The hiring process did not become more efficient by cutting corners. We didn't add people to speed up the process. Nor did we abolish the civil service commission. We didn't quit doing position classifications. We didn't hire people on paper without rigorous interviewing. People didn't work harder; in fact, we made the job easier for everyone.

Top management in the department identified high-achieving staff from both program offices, and HR and said this was not about "gotcha," but about fixing the most broken system in the department. The hiring process improvement team broke through the years of acrimony to design a radically streamlined process. The final payoff was a wholly new level of partnership and collaboration between the HR and its program clients.

The truly extraordinary thing about this transformation was that most of the changes were really obvious:

o Posting positions the moment someone gave notice (instead of waiting until the person was off the payroll and the position was in fact "vacant") o Running steps concurrently rather than sequentially (why wait for a civil service list of candidates before identifying interview dates?) o Eliminating steps such as supervisory reviews of routine classification actions o Eliminating the delay of mail (it was taking three days for paper to move between our building and the civil service commission across the parking lot) by setting up a mailbox at the commission that an HR clerk could check twice a day o Making a point of active recruitment outside the department, so we were not just poaching within the same talent pool o Exploiting the new management approach in the governor's office to allow departments to hire within authorized complement without getting approval for each position
Result: The department's HR performance-stat tool -- the Position Activity Log -- moved from being the war ground for disputes and blame to the starting point for communication and problem solving.

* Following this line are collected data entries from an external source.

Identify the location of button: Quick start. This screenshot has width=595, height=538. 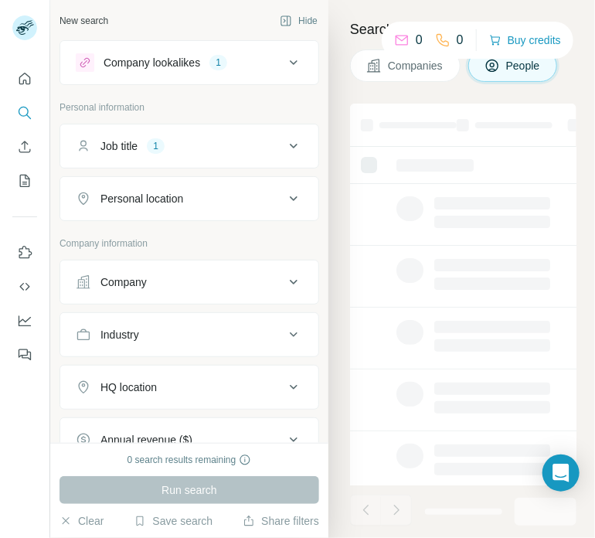
(25, 79).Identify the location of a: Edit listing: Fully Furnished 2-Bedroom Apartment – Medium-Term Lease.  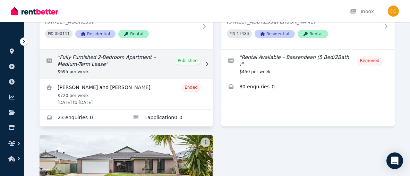
(126, 64).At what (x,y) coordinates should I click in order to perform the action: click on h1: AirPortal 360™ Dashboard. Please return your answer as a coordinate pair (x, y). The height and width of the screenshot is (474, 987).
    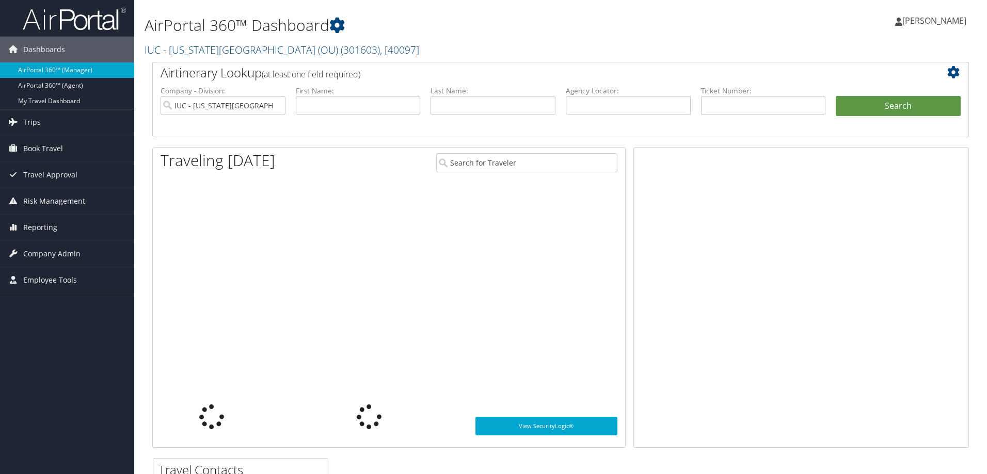
    Looking at the image, I should click on (422, 25).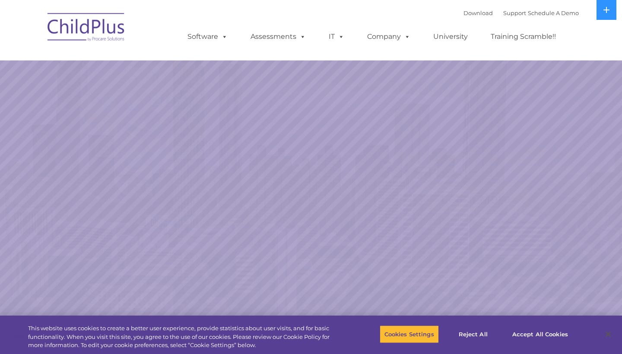  What do you see at coordinates (540, 334) in the screenshot?
I see `button: Accept All Cookies` at bounding box center [540, 334].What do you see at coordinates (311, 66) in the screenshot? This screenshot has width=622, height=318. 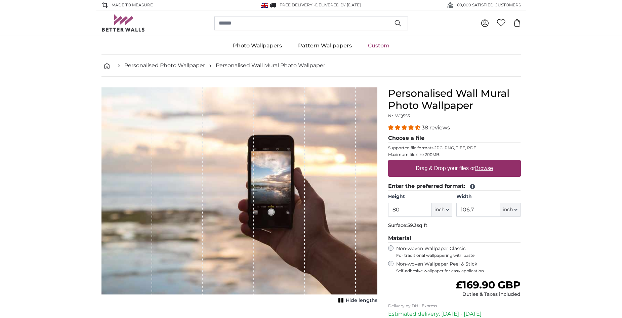 I see `nav: breadcrumbs` at bounding box center [311, 66].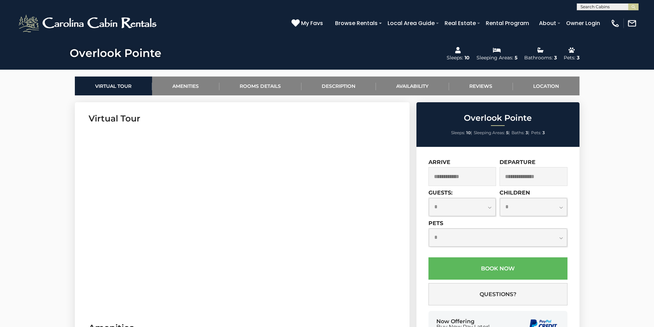  What do you see at coordinates (518, 133) in the screenshot?
I see `span: Baths:` at bounding box center [518, 133].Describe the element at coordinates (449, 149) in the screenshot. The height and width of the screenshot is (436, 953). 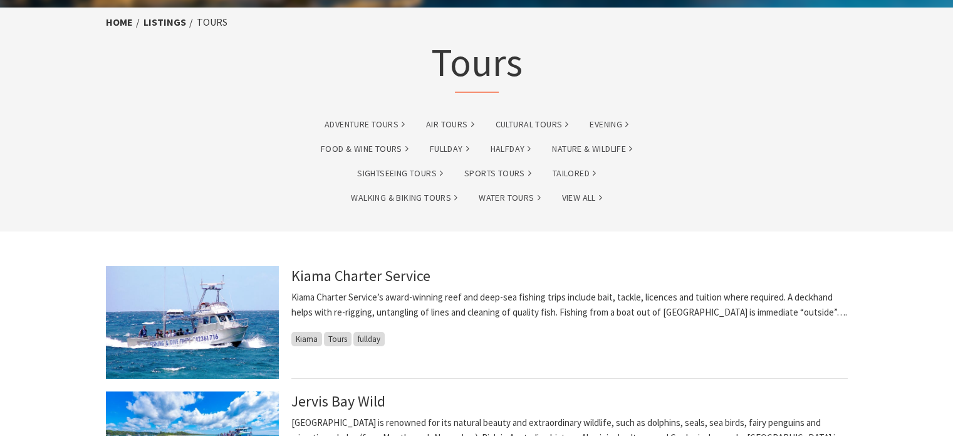
I see `a: fullday` at that location.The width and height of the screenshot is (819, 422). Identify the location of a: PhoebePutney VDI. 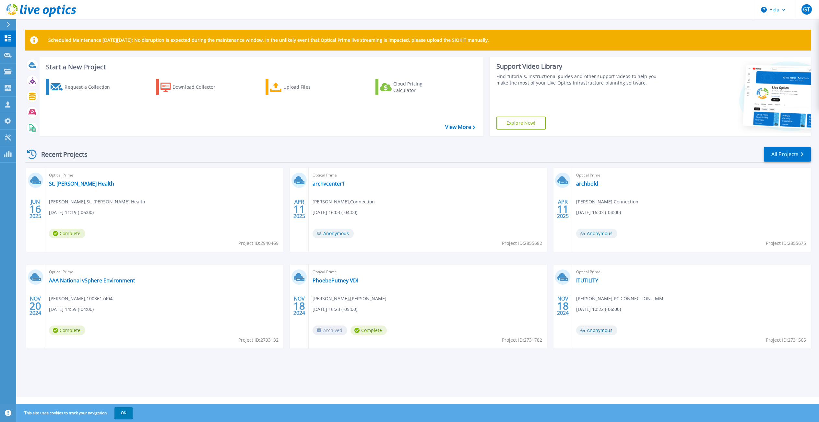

Okay, so if it wasn't rocket science, why hadn't it happened before? Why had countless executives (including myself) flogged the numbers and the staff but didn't see that, in Steve Goldsmith's words, we were "speed walking in place"?

All the parties had to stop focusing on the numbers and unpack and dissect the problem. Management had to empower staff to take the process apart and reassemble it, and give them breathing room to do so.

If a process as superficially straightforward as hiring staff eluded this simple realization, how much more critical it must be to leaders who want to see order-of-magnitude improvements in performance in complex organizations.